Source material -

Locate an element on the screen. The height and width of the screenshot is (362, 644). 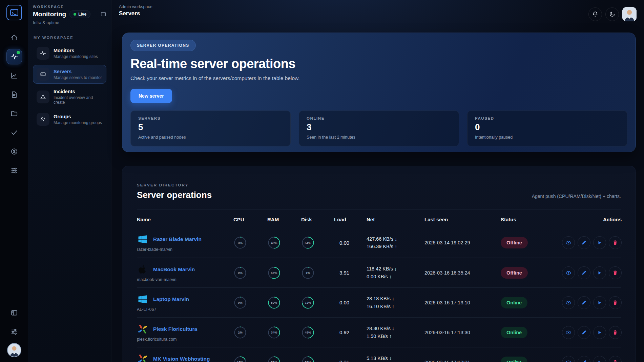
cpu-cell: 0% is located at coordinates (250, 303).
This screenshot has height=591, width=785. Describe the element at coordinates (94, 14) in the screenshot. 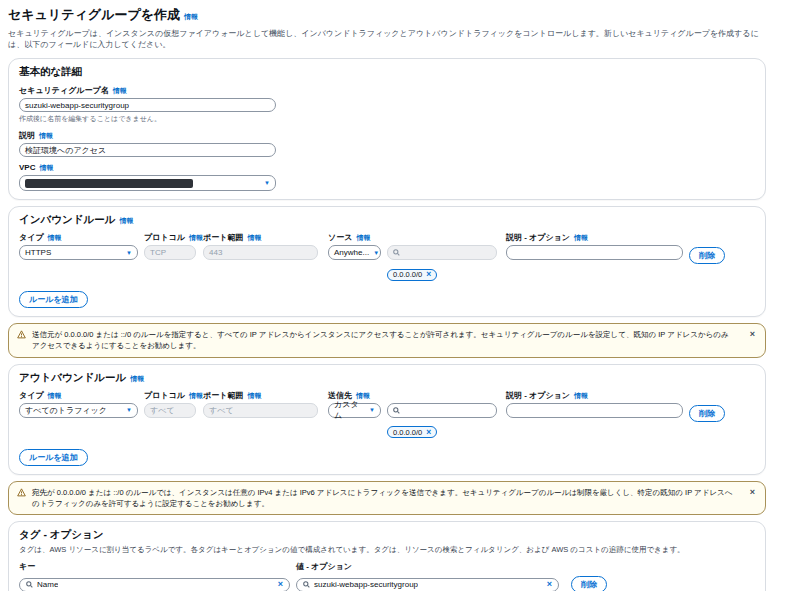

I see `page-title: セキュリティグループを作成` at that location.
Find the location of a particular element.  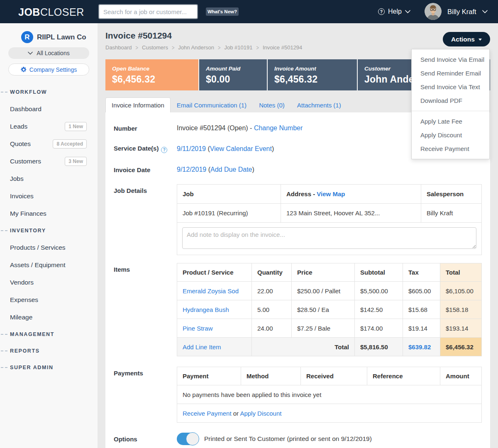

item-row: Hydrangea Bush 5.00 $28.50 / Ea $142.50 … is located at coordinates (330, 309).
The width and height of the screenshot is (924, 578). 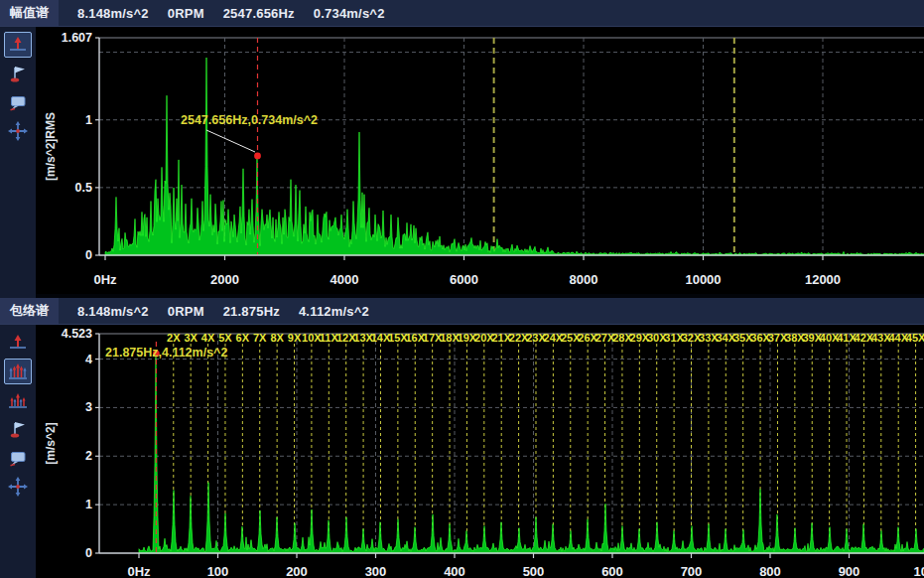 I want to click on svg-text: 600, so click(x=612, y=571).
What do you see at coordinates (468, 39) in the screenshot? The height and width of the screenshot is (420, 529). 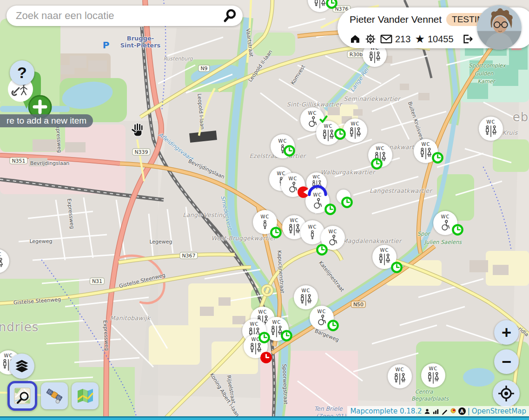 I see `logout-icon` at bounding box center [468, 39].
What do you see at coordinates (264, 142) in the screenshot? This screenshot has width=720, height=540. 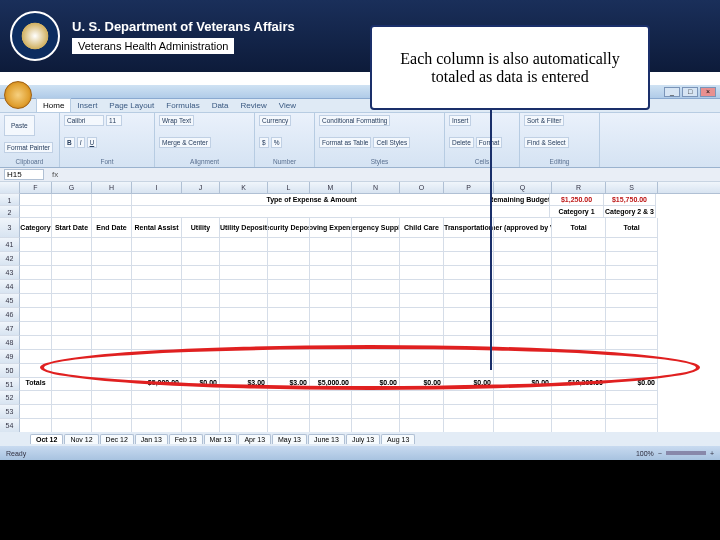 I see `currency-button: $` at bounding box center [264, 142].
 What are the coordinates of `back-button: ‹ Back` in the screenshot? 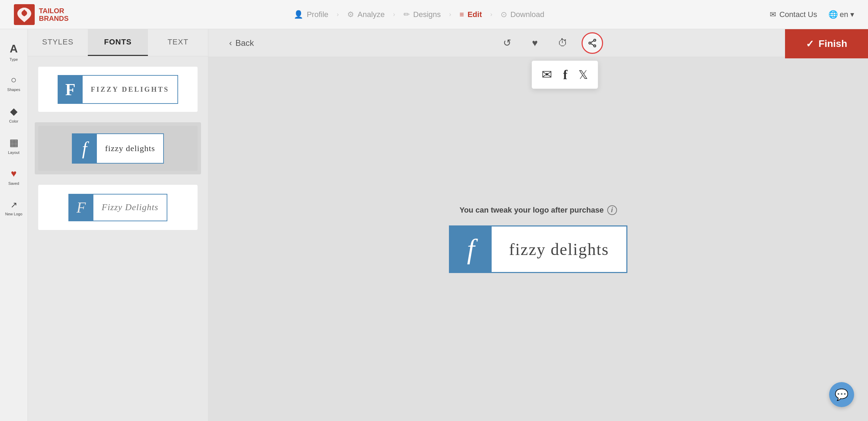 It's located at (242, 43).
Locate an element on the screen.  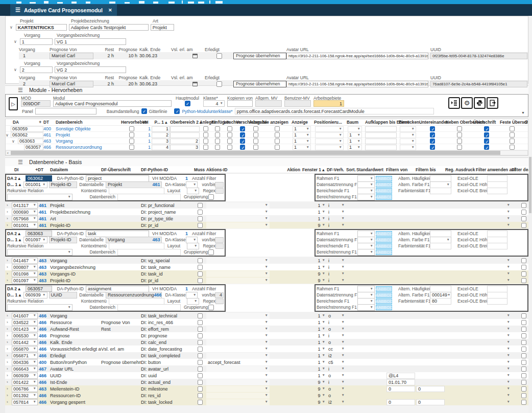
di-field: 006786▼ is located at coordinates (25, 389).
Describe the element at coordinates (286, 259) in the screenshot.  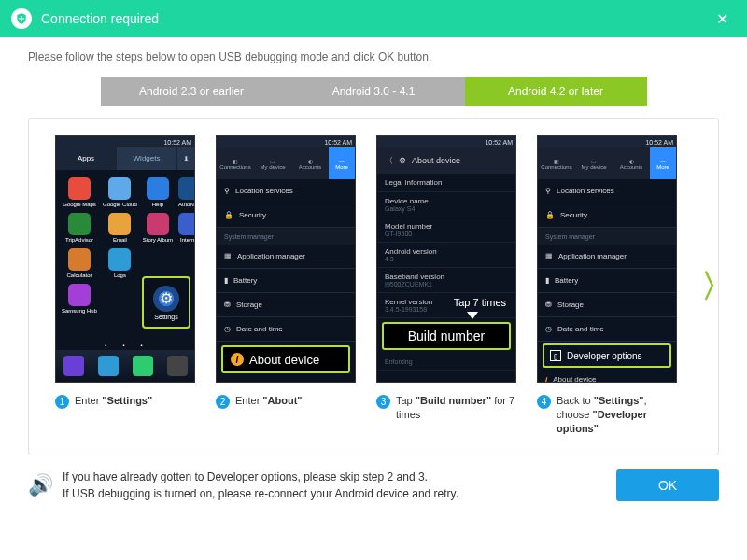
I see `phone-screenshot-2: 10:52 AM ◧Connections ▭My device ◐Accoun…` at that location.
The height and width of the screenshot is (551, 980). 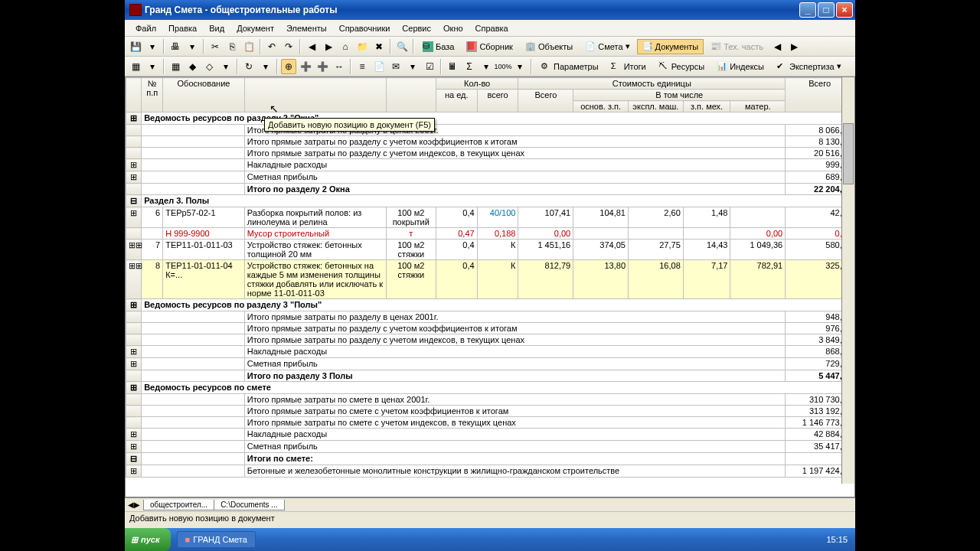 I want to click on taskbar-item: ■ГРАНД Смета, so click(x=216, y=540).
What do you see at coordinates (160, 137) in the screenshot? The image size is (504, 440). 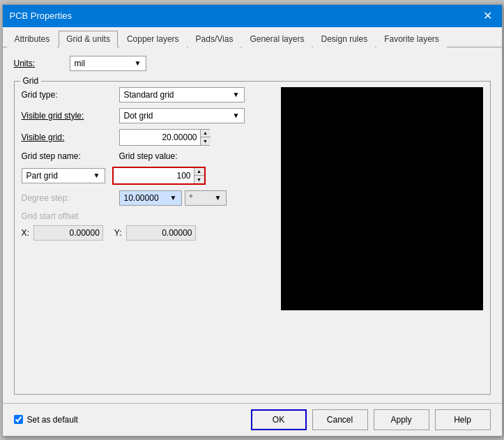 I see `visible-grid-input` at bounding box center [160, 137].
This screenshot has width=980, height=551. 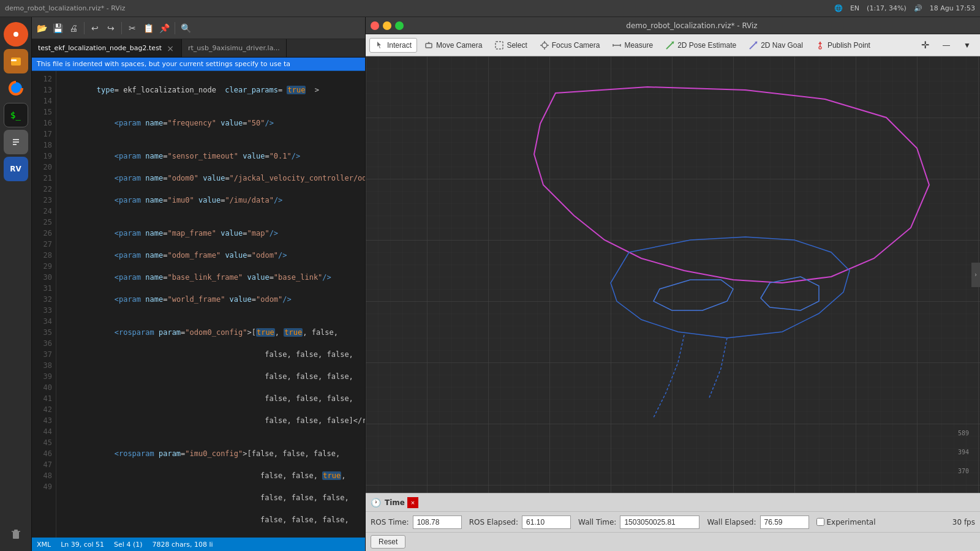 What do you see at coordinates (976, 275) in the screenshot?
I see `viewport-scroll-right: ›` at bounding box center [976, 275].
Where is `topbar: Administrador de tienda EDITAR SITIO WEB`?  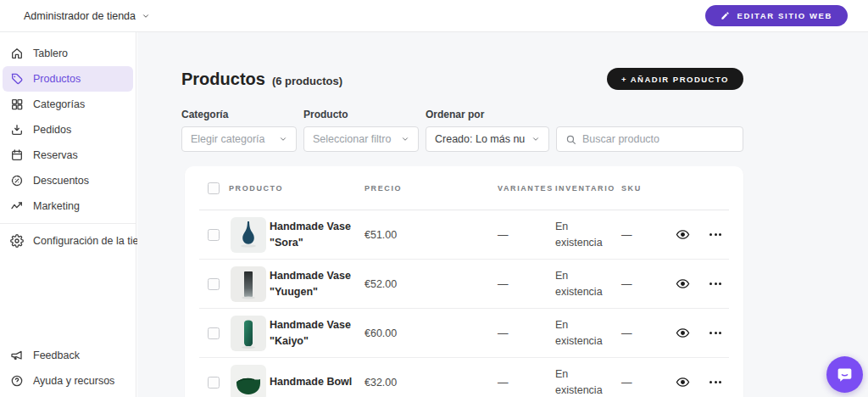
topbar: Administrador de tienda EDITAR SITIO WEB is located at coordinates (434, 16).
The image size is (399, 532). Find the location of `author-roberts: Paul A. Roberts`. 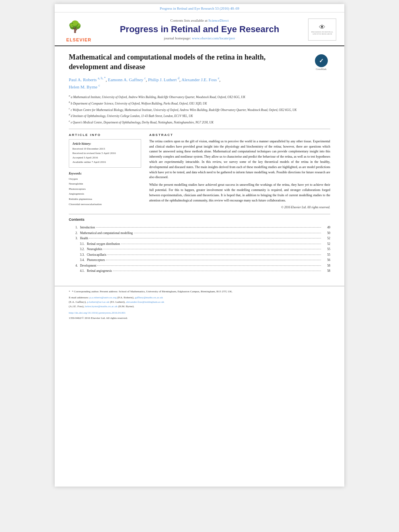

author-roberts: Paul A. Roberts is located at coordinates (83, 79).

Directions for this task -
Only lines from the one holding "The image size is (399, 532)." through the last line of the entries above are wanted, both ends included, each retyped exactly; no pictures.

Task output -
The image size is (399, 532). Find the location of `author-roberts: Paul A. Roberts`. 

author-roberts: Paul A. Roberts is located at coordinates (83, 79).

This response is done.